26, August 2018
South Africa summons US chargé d’affaires over Trump’s tweets 0
South Africa’s government has summoned US Chargé d’Affaires Jessye Lapenn over US President Donald Trump’s tweet on Pretoria’s land policy.
On his Twitter on Wednesday, Trump said he had asked his Secretary of State Mike Pompeo to investigate South Africa’s “land and farm seizures and expropriations and large scale killing of farmers.”
Shortly after Trump’s comment, South Africa responded in a tweet that it “totally rejects this narrow perception, which only seeks to divide our nation and reminds us of our colonial past.”
The South African government added that the country would “speed up the pace of land reform in a careful and inclusive manner that does not divide” the nation.
Early this month, President Cyril Ramaphosa announced that the ruling African National Congress (ANC) was moving ahead with plans to alter the constitution in order to allow the expropriation of land without compensation, as white South Africans still owned most of the country’s land nearly a quarter of a century after the collapse of the apartheid system in South Africa.
Ramaphosa is trying to accelerate land reform plans before the 2019 general elections in order to “undo a grave historical injustice” against the black people during colonialism and the apartheid era that ended in 1994.
White community in South Africa constitute eight percent of the population possessing 72 percent of farms, while only four percent of the lands are owned by black people making up 80 percent of the population.
According to the AgriSA, an association of agricultural groups across South Africa, 47 farmers have been killed in South Africa since 2017.
The number of attacks on farmers has undergone an increase from 478 in 2016-17 to 561 this year, but the government’s involvement in the killings remains unclear.
Source: Presstv
30, August 2018
UN Secretary General brags about mediation as his man fails in Southern Cameroons 0
In the mediation debate in the UN Security Council on August 29, UN Secretary General Antonio Guterres who has banned Inner City Press from the UN since July 3 as it asked about his inaction on Cameroon said, “Since the beginning of my tenure, one of my key priorities has been a surge in diplomacy for peace… My special envoys and representatives pursue consultations, good offices, and formal talks, often alongside envoys and mediators from regional organizations or Member States.”
But simply as one pertinent example, what have Guterres and his envoy Francois Lounceny Fall accomplished amid the carnage in Southern Cameroons. Nothing – or worse. Fall equated secessionists with extremists, thereby providing UN ground cover for their targeting and killing. Guterres as Inner City Press has been informed by sources on the 38th floor and in the Department of Political Affairs decided to remain silent on the killing of Anglophones in order to curry favor with Cameroon’s Ambassador Tommo Monthe, chair of the UN Budget Committee in which Guterres wanted to push through proposal like his “Global Service Delivery Mechanism” which failed. This is the surge in diplomacy?
And, angry at Inner City Press’ coverage, rather than try to get mediation – a Nobel Peace Prize laureate, Jose Ramos-Horta, has reached out to that effect – Guterres instead had Inner City Press roughed up right after it spoke with Tommo Monthe on July 3, and banned since, with the prospect of not banned from covering the General Assembly high level week for the first time in 11 years. What surge in diplomacy? It is censorship.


ASSIGNMENT:
Everything in the data except the pictures belongs in your answer, copied exactly.
[SOURCE RECORDS Boundary: Start]
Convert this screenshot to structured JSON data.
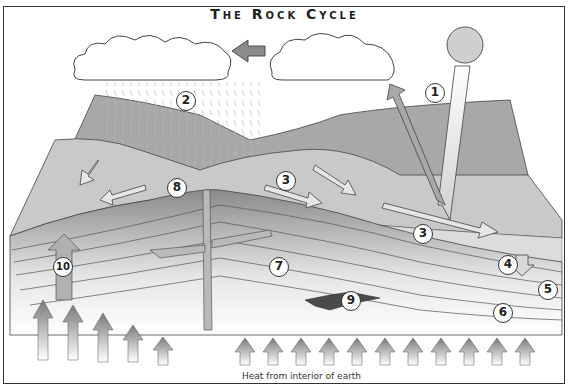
{
  "title": "The Rock Cycle",
  "caption": "Heat from interior of earth",
  "labels": [
    {
      "n": "1",
      "x": 425,
      "y": 83
    },
    {
      "n": "2",
      "x": 176,
      "y": 91
    },
    {
      "n": "3",
      "x": 276,
      "y": 171
    },
    {
      "n": "3",
      "x": 413,
      "y": 224
    },
    {
      "n": "4",
      "x": 498,
      "y": 255
    },
    {
      "n": "5",
      "x": 538,
      "y": 280
    },
    {
      "n": "6",
      "x": 493,
      "y": 303
    },
    {
      "n": "7",
      "x": 269,
      "y": 257
    },
    {
      "n": "8",
      "x": 167,
      "y": 178
    },
    {
      "n": "9",
      "x": 341,
      "y": 291
    },
    {
      "n": "10",
      "x": 53,
      "y": 257
    }
  ],
  "colors": {
    "sky": "#ffffff",
    "land_dark": "#9a9a9a",
    "land_light": "#c8c8c8",
    "rock_dark": "#6e6e6e",
    "rock_mid": "#8a8a8a",
    "magma": "#4a4a4a",
    "sea": "#d8d8d8",
    "arrow": "#8c8c8c",
    "sun": "#cfcfcf"
  }
}
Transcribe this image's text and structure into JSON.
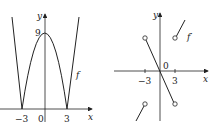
{
  "left_graph": {
    "function_label": "f",
    "y_axis_label": "y",
    "x_axis_label": "x",
    "tick_labels": {
      "neg3": "−3",
      "zero": "0",
      "pos3": "3",
      "peak": "9"
    }
  },
  "right_graph": {
    "function_label": "f′",
    "y_axis_label": "y",
    "x_axis_label": "x",
    "tick_labels": {
      "neg3": "−3",
      "zero": "0",
      "pos3": "3"
    }
  },
  "colors": {
    "stroke": "#222222",
    "background": "#ffffff"
  }
}
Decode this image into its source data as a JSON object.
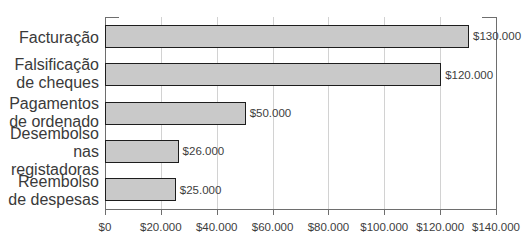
{
  "chart_data": {
    "type": "bar",
    "orientation": "horizontal",
    "title": "",
    "subtitle": "",
    "xlabel": "",
    "ylabel": "",
    "categories": [
      "Facturação",
      "Falsificação de cheques",
      "Pagamentos de ordenado",
      "Desembolso nas registadoras",
      "Reembolso de despesas"
    ],
    "category_lines": [
      [
        "Facturação"
      ],
      [
        "Falsificação",
        "de cheques"
      ],
      [
        "Pagamentos",
        "de ordenado"
      ],
      [
        "Desembolso",
        "nas registadoras"
      ],
      [
        "Reembolso",
        "de despesas"
      ]
    ],
    "values": [
      130000,
      120000,
      50000,
      26000,
      25000
    ],
    "value_labels": [
      "$130.000",
      "$120.000",
      "$50.000",
      "$26.000",
      "$25.000"
    ],
    "xlim": [
      0,
      140000
    ],
    "xticks": [
      0,
      20000,
      40000,
      60000,
      80000,
      100000,
      120000,
      140000
    ],
    "xtick_labels": [
      "$0",
      "$20.000",
      "$40.000",
      "$60.000",
      "$80.000",
      "$100.000",
      "$120.000",
      "$140.000"
    ],
    "grid": true,
    "grid_axis": "x",
    "legend": false,
    "legend_position": "none",
    "colors": {
      "bar_fill": "#c9c9c9",
      "bar_border": "#1d1d1d",
      "gridline": "#d2d2d2",
      "axis": "#6e6e6e",
      "text": "#3d3d3d",
      "background": "#ffffff"
    }
  }
}
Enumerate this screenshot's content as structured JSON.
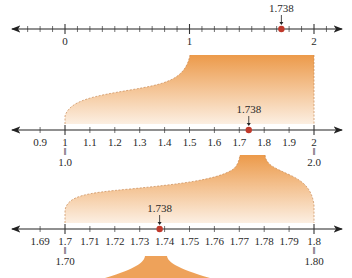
[SOURCE RECORDS Boundary: End]
EXERCISE RESULT:
Convert this screenshot to structured JSON data.
{
  "title": "The Rock Cycle",
  "caption": "Heat from interior of earth",
  "labels": [
    {
      "n": "1",
      "x": 425,
      "y": 83
    },
    {
      "n": "2",
      "x": 176,
      "y": 91
    },
    {
      "n": "3",
      "x": 276,
      "y": 171
    },
    {
      "n": "3",
      "x": 413,
      "y": 224
    },
    {
      "n": "4",
      "x": 498,
      "y": 255
    },
    {
      "n": "5",
      "x": 538,
      "y": 280
    },
    {
      "n": "6",
      "x": 493,
      "y": 303
    },
    {
      "n": "7",
      "x": 269,
      "y": 257
    },
    {
      "n": "8",
      "x": 167,
      "y": 178
    },
    {
      "n": "9",
      "x": 341,
      "y": 291
    },
    {
      "n": "10",
      "x": 53,
      "y": 257
    }
  ],
  "colors": {
    "sky": "#ffffff",
    "land_dark": "#9a9a9a",
    "land_light": "#c8c8c8",
    "rock_dark": "#6e6e6e",
    "rock_mid": "#8a8a8a",
    "magma": "#4a4a4a",
    "sea": "#d8d8d8",
    "arrow": "#8c8c8c",
    "sun": "#cfcfcf"
  }
}
Transcribe this image's text and structure into JSON.
{
  "left_graph": {
    "function_label": "f",
    "y_axis_label": "y",
    "x_axis_label": "x",
    "tick_labels": {
      "neg3": "−3",
      "zero": "0",
      "pos3": "3",
      "peak": "9"
    }
  },
  "right_graph": {
    "function_label": "f′",
    "y_axis_label": "y",
    "x_axis_label": "x",
    "tick_labels": {
      "neg3": "−3",
      "zero": "0",
      "pos3": "3"
    }
  },
  "colors": {
    "stroke": "#222222",
    "background": "#ffffff"
  }
}
Decode this image into its source data as a JSON object.
{
  "chart_data": {
    "type": "bar",
    "orientation": "horizontal",
    "title": "",
    "subtitle": "",
    "xlabel": "",
    "ylabel": "",
    "categories": [
      "Facturação",
      "Falsificação de cheques",
      "Pagamentos de ordenado",
      "Desembolso nas registadoras",
      "Reembolso de despesas"
    ],
    "category_lines": [
      [
        "Facturação"
      ],
      [
        "Falsificação",
        "de cheques"
      ],
      [
        "Pagamentos",
        "de ordenado"
      ],
      [
        "Desembolso",
        "nas registadoras"
      ],
      [
        "Reembolso",
        "de despesas"
      ]
    ],
    "values": [
      130000,
      120000,
      50000,
      26000,
      25000
    ],
    "value_labels": [
      "$130.000",
      "$120.000",
      "$50.000",
      "$26.000",
      "$25.000"
    ],
    "xlim": [
      0,
      140000
    ],
    "xticks": [
      0,
      20000,
      40000,
      60000,
      80000,
      100000,
      120000,
      140000
    ],
    "xtick_labels": [
      "$0",
      "$20.000",
      "$40.000",
      "$60.000",
      "$80.000",
      "$100.000",
      "$120.000",
      "$140.000"
    ],
    "grid": true,
    "grid_axis": "x",
    "legend": false,
    "legend_position": "none",
    "colors": {
      "bar_fill": "#c9c9c9",
      "bar_border": "#1d1d1d",
      "gridline": "#d2d2d2",
      "axis": "#6e6e6e",
      "text": "#3d3d3d",
      "background": "#ffffff"
    }
  }
}
Enumerate this screenshot's content as structured JSON.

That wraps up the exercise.